As a child, McKinnon had loved books about slightly oddball characters, like those found in Roald Dahl books. Her favorite heroine was Pippi Longstocking, whom she played in a kindergarten performance. She loved the character so much that she would show up at school for years in a full-on Pippi costume, complete with pipe cleaners in her hair to mimic the heroine's iconic protruding red pigtails.
Some people text, some e-mail, but there's almost nothing better than getting an actual letter in the mail, especially if it's a letter poem. "A letter poem is when you're addressing someone else," explains poet Joyce Sidman. "The way I write them, you're starting out saying, 'This is why I'm writing to you. This is why I'm intrigued by you. And these are the things I want to know about you.'"
When Beverly Cleary's fictional Henry Huggins made his debut in 1950, he was a third grader whose "hair looked like a scrubbing brush and most of his grown-up front teeth were in." He was also bored. Apart from having his tonsils out and falling out of a cherry tree, "nothing much happened to Henry." But pretty soon after we meet him, by page three in fact, Henry comes upon a scrawny mutt who stares at him eating an ice cream cone and the adventures begin.
If you're looking for new bedtime stories to read to your kids, you may want to check out Stephen King's latest book. Yes, normally that would be a pretty terrible recommendation, but the horror novelist's new book is for children--and anyone who loves classic fairy tales. On Tuesday, HarperCollins published reimagined version of the classic Brothers Grimm fairy tale Hansel and Gretel.
There are no guilty pleasures in childhood. It is only as an adult that I feel a certain sheepishness when recalling one of my favorite picture books, "Ann Likes Red," by Dorothy Z. Seymour, which was originally published in 1965. Wedged between the vaunted volumes of Gorey and Scarry, "Ann Likes Red" stuck out both literally, for its squat stature, and literarily, for its hazy lesson in self-assertion.
To mark 70 years since Kay Thompson's beloved children's character first took up residence in the "room on the tippy-top floor," the Plaza Hotel is hosting a free, two-day celebration packed with sugary treats, scavenger hunts and serious nostalgia.
Every year on World Book Day, Irish mothers find themselves caught off guard, often scrambling for last-minute costume solutions for their kids, mainly thanks to authors like Julia Donaldson.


Your assignment:
In how many lines of the listing below does "DATE" appear? Give only the figure.

The input:
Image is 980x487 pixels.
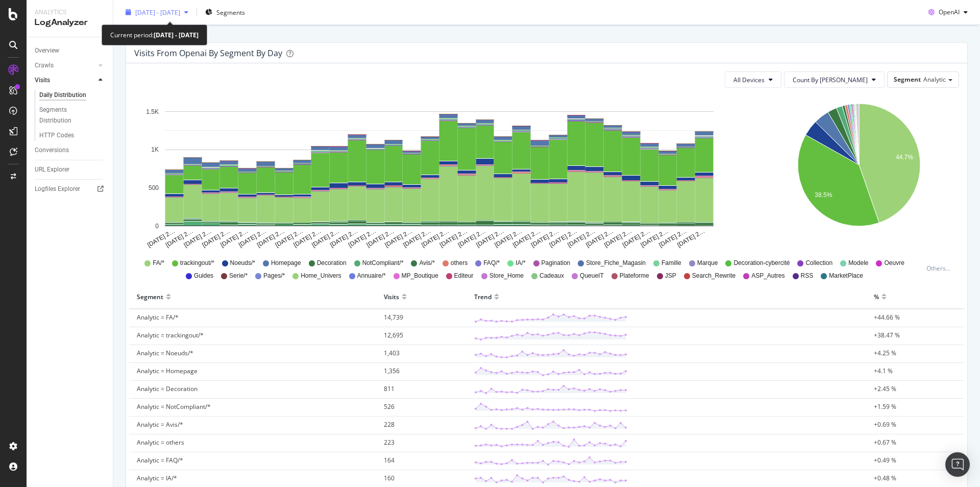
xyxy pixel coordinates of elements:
[884,259,904,268] span: Oeuvre
[34,8,105,17] div: Analytics
[384,331,403,339] span: 12,695
[137,289,163,305] div: Segment
[384,349,399,357] span: 1,403
[874,289,879,305] div: %
[829,272,863,280] span: MarketPlace
[363,259,404,268] span: NotCompliant/*
[874,367,893,375] span: +4.1 %
[384,456,395,464] span: 164
[137,420,183,429] span: Analytic = Avis/*
[620,272,649,280] span: Plateforme
[924,75,946,84] span: Analytic
[874,420,897,429] span: +0.69 %
[454,272,474,280] span: Editeur
[384,438,395,447] span: 223
[874,331,900,339] span: +38.47 %
[894,75,921,84] span: Segment
[110,29,199,41] div: Current period:
[34,17,105,29] div: LogAnalyzer
[34,145,69,156] div: Conversions
[134,48,282,59] div: Visits from openai by Segment by Day
[384,289,399,305] div: Visits
[39,90,105,101] a: Daily Distribution
[384,474,395,482] span: 160
[137,331,204,339] span: Analytic = trackingout/*
[194,272,213,280] span: Guides
[733,76,765,84] span: All Devices
[874,349,897,357] span: +4.25 %
[180,259,215,268] span: trackingout/*
[874,385,897,393] span: +2.45 %
[137,385,197,393] span: Analytic = Decoration
[666,272,676,280] span: JSP
[34,60,54,71] div: Crawls
[541,259,571,268] span: Pagination
[201,4,249,20] button: Segments
[927,264,955,272] div: Others...
[34,45,59,56] div: Overview
[39,90,87,101] div: Daily Distribution
[137,456,183,464] span: Analytic = FAQ/*
[801,272,814,280] span: RSS
[848,259,868,268] span: Modele
[146,108,158,116] text: 1.5K
[484,259,500,268] span: FAQ/*
[474,289,492,305] div: Trend
[946,453,970,477] div: Open Intercom Messenger
[134,96,744,249] div: A chart.
[805,259,833,268] span: Collection
[137,474,177,482] span: Analytic = IA/*
[39,130,105,141] a: HTTP Codes
[154,30,199,39] b: [DATE] - [DATE]
[137,313,179,322] span: Analytic = FA/*
[216,8,245,16] span: Segments
[317,259,346,268] span: Decoration
[586,259,646,268] span: Store_Fiche_Magasin
[34,165,69,175] div: URL Explorer
[137,403,211,411] span: Analytic = NotCompliant/*
[402,272,439,280] span: MP_Boutique
[384,385,395,393] span: 811
[784,72,885,88] button: Count By [PERSON_NAME]
[300,272,341,280] span: Home_Univers
[874,456,897,464] span: +0.49 %
[34,184,105,194] a: Logfiles Explorer
[874,474,897,482] span: +0.48 %
[39,105,105,126] a: Segments Distribution
[34,165,105,175] a: URL Explorer
[137,367,197,375] span: Analytic = Homepage
[925,4,972,20] button: OpenAI
[151,147,158,154] text: 1K
[751,272,785,280] span: ASP_Autres
[271,259,301,268] span: Homepage
[39,105,96,126] div: Segments Distribution
[357,272,386,280] span: Annuaire/*
[34,75,50,86] div: Visits
[725,72,782,88] button: All Devices
[662,259,681,268] span: Famille
[34,60,95,71] a: Crawls
[698,259,719,268] span: Marque
[489,272,524,280] span: Store_Home
[137,349,194,357] span: Analytic = Noeuds/*
[384,313,403,322] span: 14,739
[34,184,80,194] div: Logfiles Explorer
[34,75,95,86] a: Visits
[34,45,105,56] a: Overview
[580,272,604,280] span: QueueIT
[39,130,74,141] div: HTTP Codes
[122,4,193,20] button: [DATE] - [DATE]
[896,154,914,161] text: 44.7%
[733,259,790,268] span: Decoration-cybercité
[148,184,158,191] text: 500
[264,272,285,280] span: Pages/*
[793,76,868,84] span: Count By Day
[229,272,247,280] span: Serie/*
[761,96,957,249] svg: A chart.
[419,259,435,268] span: Avis/*
[384,403,395,411] span: 526
[155,222,158,229] text: 0
[230,259,255,268] span: Noeuds/*
[451,259,467,268] span: others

Response to this task:
2